With great fanfare, iOS 5 was unveiled at the WWDC 2011 in San Francisco today. One of the notable features announced - among many others like iMessage which marks, in more ways then one, the end of the widely popular Blackberry's BBM - is the takeover by Twitter of the email function in iOS 5.
So far, pretty much anywhere on iOS stock apps, a button to share a screen, link or photo via email was never far away. Well as of this fall, email will no longer be the lone iOS link to the outside world from your idevice... Make some room, email, and say hello to my new little friend: Twitter!
If Facebook has conquered the web with its "like" button, Twitter is not content just following suit with a mirroring "Tweet" button; it is also conquering the very tools we all use to access the Web. But iOS 5 is not Twitter's first pass at flirting with and embedding itself in a tool.
Firefox has already said 'yes' to Twitter by providing a very neat add-on that allows you to not just type a @username in the search bar and get the corresponding Twitter profile automatically, but also allows you to type a #hashtag in to automatically get all tweets tagged with that hashtag.
If you use Firefox, you can get Twitter's official add-on here. Do note in passing, that this Twitter move will add to the list of casualties it has already caused. Take a look at Twitpic, Twitvid and other Firefox tweeting helpers while they're still alive. It's not just for kicks that Twitter has taken advantage of the launch of its very own photo and video sharing service (in partnership with photobucket) to push the use of hashtags, and is going so far as to suggest that a hashtag is worth more words than a picture: 1,000,000 to be exact.
All clear signs that Twitter is, in my mind, going about conquering the web a bit more smartly - some might say insidiously - than Facebook, who has yet to show such 'physical' integration with the tools we use to access the web everyday.
What do you think of Twitter's approach? Why do you think Facebook has not adopted a similar tack?
... Not that it probably won't soon now.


• _What is being asked_: Reproduce word for word the lines between those holding "What do you see at coordinates (307, 139)" and "The image size", inclusive, and nothing else from the data below.

• _Source data_:
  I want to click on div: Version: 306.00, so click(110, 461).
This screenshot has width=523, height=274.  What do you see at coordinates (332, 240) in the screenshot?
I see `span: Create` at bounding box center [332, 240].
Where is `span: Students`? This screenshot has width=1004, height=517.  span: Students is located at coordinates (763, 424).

---

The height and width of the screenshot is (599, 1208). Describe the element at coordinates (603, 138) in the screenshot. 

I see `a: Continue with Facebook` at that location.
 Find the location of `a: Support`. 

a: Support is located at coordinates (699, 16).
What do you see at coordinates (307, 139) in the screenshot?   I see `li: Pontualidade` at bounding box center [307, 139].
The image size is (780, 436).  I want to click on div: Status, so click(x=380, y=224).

• _Written answer_:
What do you see at coordinates (307, 139) in the screenshot?   I see `li: Pontualidade` at bounding box center [307, 139].
The image size is (780, 436).  I want to click on div: Status, so click(x=380, y=224).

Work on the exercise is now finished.